Skeletons in the Gothic Closet
Crimson Peak / directed by Guillermo del Toro
Here’s the thing: though Crimson Peak is commitedly, hauntedly gothic, populated with snarling ghosts that seem to want to reach out and touch ya, it’s the living that heroine Edith Cushing (Mia Wasikowska) really needs to watch out for. In the film's opening scenes, writerly, wallflowery Edith is swept off her feet by dashing English nobleman Thomas Sharpe (Tom Hiddleston) in a meeting that seems to be pure turn-of-the-20th-century serendipity: Thomas is visiting America in pursuit of funding for a machine he’s invented to mine clay from his family estate back home, and Edith is the daughter of the Buffalo, NY investor Thomas hopes will back him. Thomas has even built a toy-sized scale model of the thing to puff away and impress the investors. But Edith's father Carter Cushing (Jim Beaver) is a stern judge of character, and doesn’t trust something about the panty-waist Brit; he sends him and his creepy sister, Lucille (Jessica Chastain), packing after a little background check turns up some bad news on the pair. One violent, mysterious paternal death and a transatlantic crossing later, though, Thomas is carrying his bride Edith across the threshold of his family manor, Allerdale Hall.
Whatever demonic vibes might or might not emanate from the place, it’s unquestionably a house-keeping hell. A textbook example of fallen grandeur, the middle of the once-proud roof is rotted away, so that autumn leaves tumble gracefully down through the central foyer. The baron explains that the mansion is also sinking, a trod-upon floor plank splurting out viscous pink ooze to make his point that the edifice is built on unstable clay. Plus, it’s just goshdarned big, with all sorts of doors and passages through which Edith is enjoined not to go. Between cryptic but clearly sinister-intentioned exchanges between the siblings and Lucille’s strangely emphatic efforts to pour a strangely bitter tea down Edith’s gullet, the innocent Edith is clearly in the clutches of a sordid plot that seems to have everything to do with parting her from her inheritance as quickly and ruthlessly as possible. Meanwhile, Thomas' completed invention puffs and cranks away, scooping semi-valuable muck from the earth’s resistant bowels - but at what cost? - at what cost?!?!

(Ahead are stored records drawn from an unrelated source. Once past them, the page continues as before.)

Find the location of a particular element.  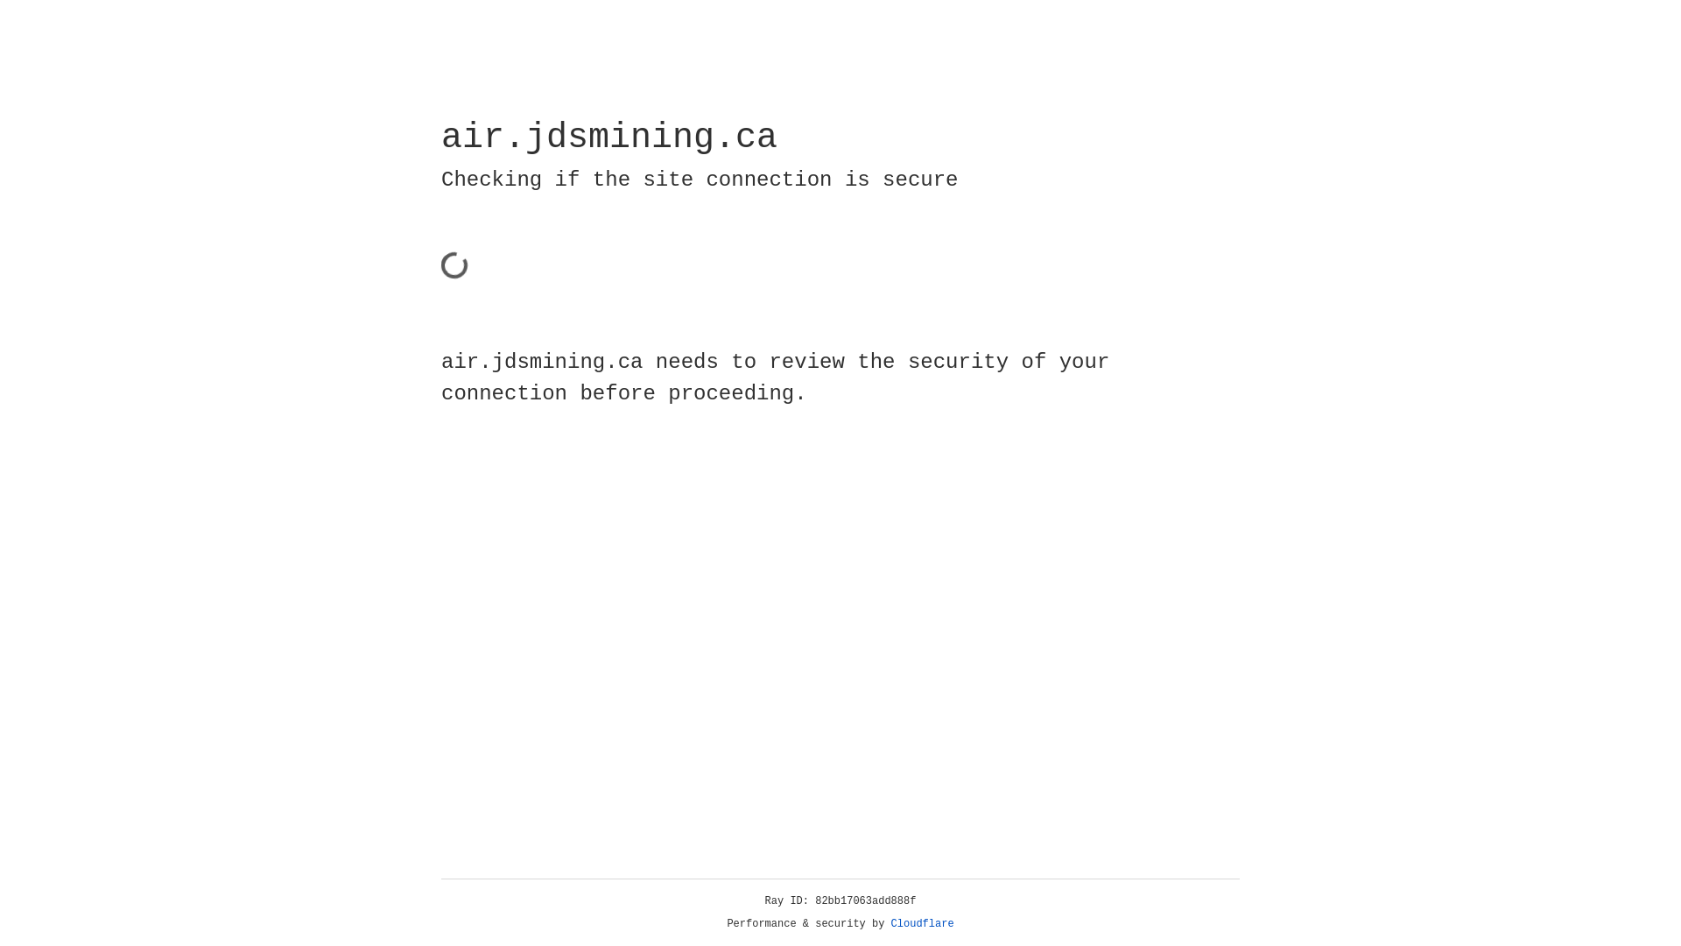

Cloudflare is located at coordinates (923, 924).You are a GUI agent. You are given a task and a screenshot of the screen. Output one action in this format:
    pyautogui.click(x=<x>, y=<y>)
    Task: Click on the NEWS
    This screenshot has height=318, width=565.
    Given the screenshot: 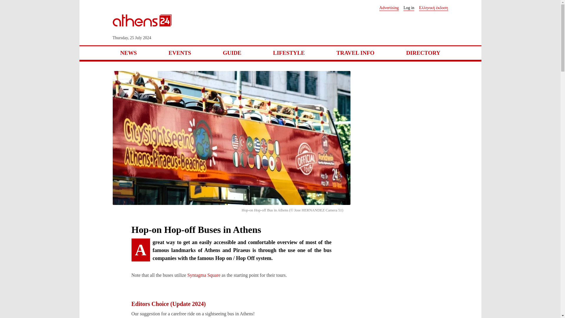 What is the action you would take?
    pyautogui.click(x=128, y=53)
    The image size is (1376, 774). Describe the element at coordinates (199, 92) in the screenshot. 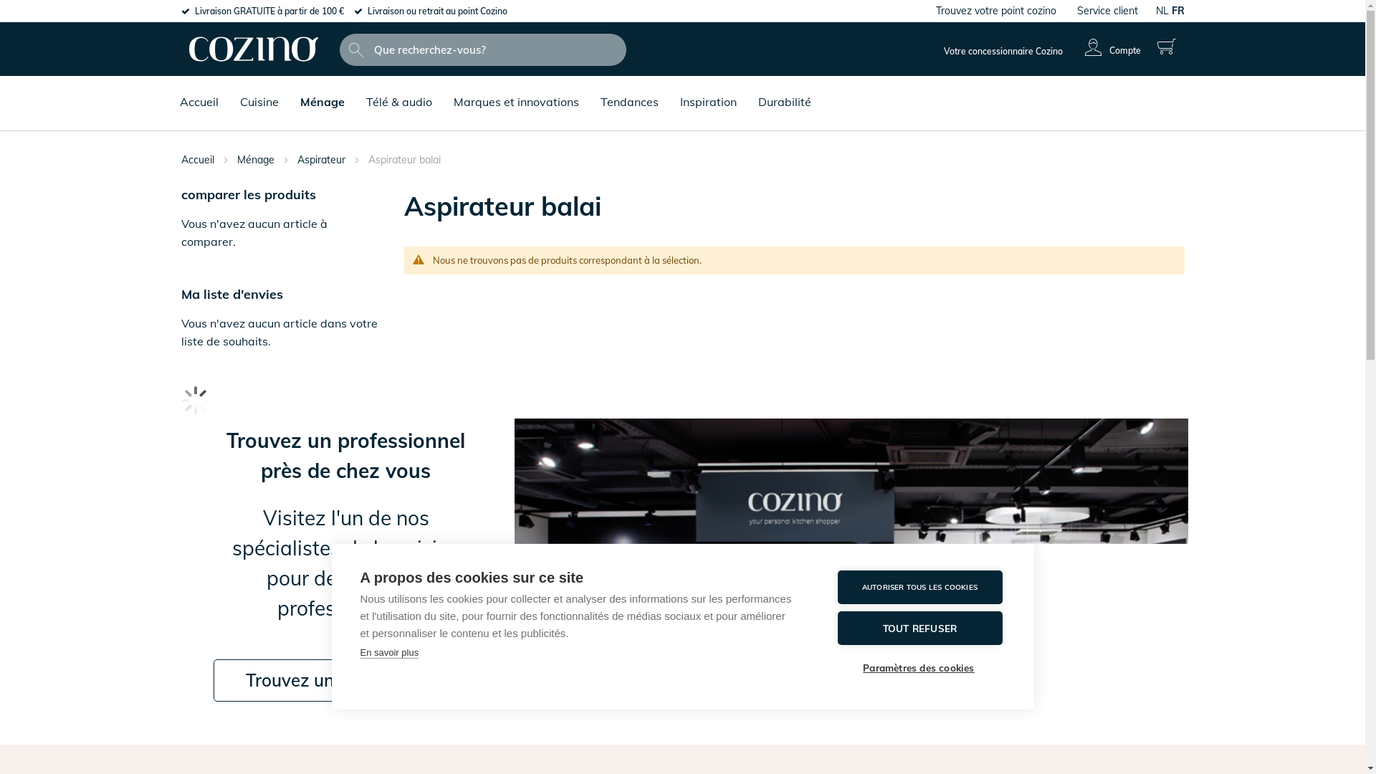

And then there are Edith’s ghostly visions, the haunted icing on this gothic triple layer cake. Except I shouldn’t call them visions, because they’re real enough to her. Willowy and corpse-like, a tricky combination of evanescence and menace, they present themselves with various degrees of flair and kinetic energy: one appears with peekaboo rapidity; another seems only capable of dragging itself ominously after her; a third lies hatchet-skulled in a bathtub, soaking in ectoplasmic epsom salts. Has Edith been brought to the house as some sort of human sacrifice, or do the ghosts have other business with her? Whatever the case may be, an almost Victorian primness seems to restrain the fright factor: their appearances are arguably more playful than unsettling. The ghosts are a contributor to, and a microcosm of, Crimson Peak’s general conundrum and flaw: a great machine of menace has been built up, but it ends up running at a lower output than all the foreshadowing has led us to expect. The wintry grounds of the estate may redden to resemble a blood slurry snowcone, but it’s clay, not actual blood, that’s behind the effect; the walls may hide gruesome secrets, but we’re not exactly talking a gates-of-hell level situation here. The evil forces at play are all too human: the final showdown comes not in the form of ghosts vomiting hellfire, but a couple of Victorian chicks duking out in a knife fight (well, a knife v. hatchet fight, but same dif.) The whole movie feels like an unending slow burn: the promised payoff never arrives.